Norwegian wood - railway station at Sandvika, Norway
Architectural Review, The, Feb, 1995
As well as being an efficient transport interchange for its commuting populace, this impressive new station in an Oslo suburb is a bold and cohesive urban statement.
Sandvika must once have been a charming little country town on the west side of Oslo Fjord, but in the nineteenth century, the railway was driven on an embankment parallel to the shoreline behind the town, cutting it off from its hinterland and ensuring that new suburbs to the west were physically divorced from the centre. During the first boom years of this century, the '60s and '70s, the town's atmosphere was much destroyed by a mess of large object buildings surrounding the middle, which for a while seemed as if it would wither away amid a mass of concrete.
Efforts were made to save the centre's small scale by pedestrianising the main street and preserving at least the facades of the old buildings. Now this initiative has been given much more scope and meaning by Arne Henriksen's new station. His strategy was radical: to abandon the old high level vaguely Dragon-style station buildings (to be given over to new uses), and to make the new one a link through the embankment between the town's two parts.
In so doing, he has been able to create two new town squares. The eastern one (Jernbaneplass) terminates the pedestrian street and has shops on the south side, steps up to the higher level to the east and the possibility of making an arcade with kiosks on the north side under the small cliff on top of which is the car park. The square slopes down westwards towards the embankment, where the station entrance is emphasised by a timber canopy that welcomes you into the shallow vaulted concrete bridge structure that links the two sides of the town at original ground level.
Shops and a cafe flank the entrance and inflect you into the tunnel, which, for all its lack of height, is by no means nasty or oppressive. The concrete is white, and the length of the vault is dramatically punctuated by slots of daylight that slash at right angles across the axis to indicate the presence of the stairs and ramps that rise dramatically to the two island platforms at the upper level. The slots are emphasised by simple structural gymnastics in their roofs, where inverted triangular trusses emphasise the route upwards. At platform level, the roofs swoop gracefully up and then down, like the gentle curve of a dolphin's back breaking the surface of the sea. At the same time (to mix metaphors that sound clumsy in words but are exceedingly elegant in reality) the roofs begin to fan out like flowers before they unfold as protective linear inverted umbrellas over the platforms. The roof structures are carried on two parallel laminated beams supported on cylindrical steel columns.
If, instead of going up to the platforms, you had gone along through the tunnel to the other side of the embankment, you would have come out into the other new square. This is a much more prosaic affair, mostly consisting of the town's bus station, which spreads out under its decent canopies parallel to the railway tracks. The square is partly enclosed by nondescript commercial buildings - but through them, glimpses of the Ronne river can be seized. The experience is an anticlimax, but that is not Henriksen's fault: the place was mostly there to start with. Jernbaneplass is the civic high point of the scheme, but the link between the two sides of the town has given the place new life, both within itself and as the focus of the different transport systems: car, bus, train that unite the low density, high income Norwegian suburban commuting community.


How to complete this task:
Where a line holds the word "text", copy it from the records.

━━━━

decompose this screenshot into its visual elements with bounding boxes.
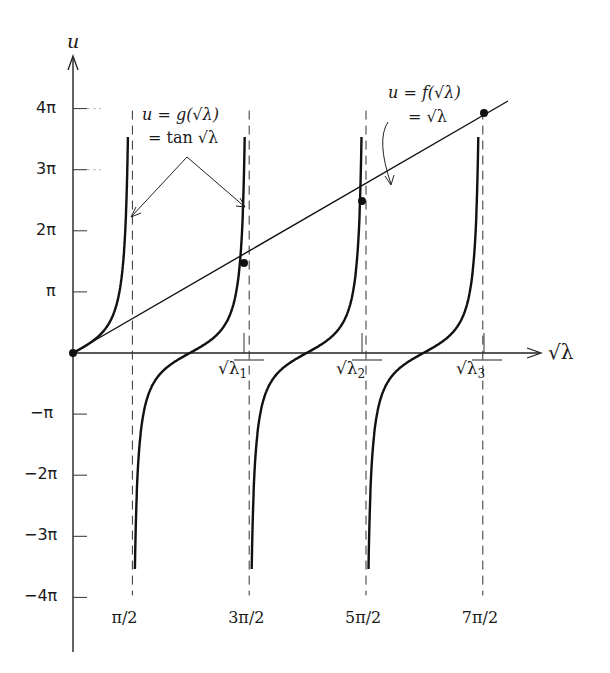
y-tick-label: −4π — [24, 586, 57, 605]
annotations — [69, 101, 508, 360]
x-tick-label: π/2 — [111, 608, 137, 627]
f-arrow — [383, 122, 391, 184]
lambda2-label: √λ2 — [336, 358, 365, 381]
y-tick-label: −π — [30, 403, 53, 422]
g-arrow-left — [131, 157, 187, 217]
y-axis-label: u — [67, 30, 79, 52]
y-tick-label: 2π — [36, 220, 56, 239]
f-label-line2: = √λ — [408, 107, 447, 126]
lambda1-sub: 1 — [240, 367, 248, 381]
lambda3-label: √λ3 — [456, 358, 485, 381]
y-tick-label: −3π — [24, 525, 57, 544]
lambda2-text: √λ — [336, 358, 358, 378]
g-label-line1: u = g(√λ) — [142, 105, 219, 124]
f-label-line1: u = f(√λ) — [388, 83, 461, 102]
g-label-line2: = tan √λ — [148, 128, 218, 147]
lambda2-sub: 2 — [358, 367, 366, 381]
y-tick-label: 4π — [36, 98, 56, 117]
lambda1-label: √λ1 — [218, 358, 247, 381]
intersection-dot-2 — [358, 197, 366, 205]
x-axis-label: √λ — [548, 340, 573, 364]
eigenvalue-figure: u √λ 4π3π2ππ−π−2π−3π−4π π/23π/25π/27π/2 … — [0, 0, 610, 673]
lambda3-text: √λ — [456, 358, 478, 378]
x-tick-label: 5π/2 — [345, 608, 381, 627]
y-tick-label: 3π — [36, 159, 56, 178]
y-tick-label: π — [46, 281, 56, 300]
y-tick-label: −2π — [24, 464, 57, 483]
g-arrow-right — [187, 157, 245, 207]
lambda3-sub: 3 — [478, 367, 486, 381]
intersection-dot-3 — [480, 109, 488, 117]
f-line — [73, 101, 508, 353]
plot-area — [0, 0, 610, 673]
x-tick-label: 7π/2 — [462, 608, 498, 627]
origin-dot — [69, 349, 77, 357]
x-tick-label: 3π/2 — [228, 608, 264, 627]
intersection-dot-1 — [240, 259, 248, 267]
lambda1-text: √λ — [218, 358, 240, 378]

━━━━

Result of this task:
lambda2-text: √λ — [336, 358, 358, 378]
lambda3-text: √λ — [456, 358, 478, 378]
lambda1-text: √λ — [218, 358, 240, 378]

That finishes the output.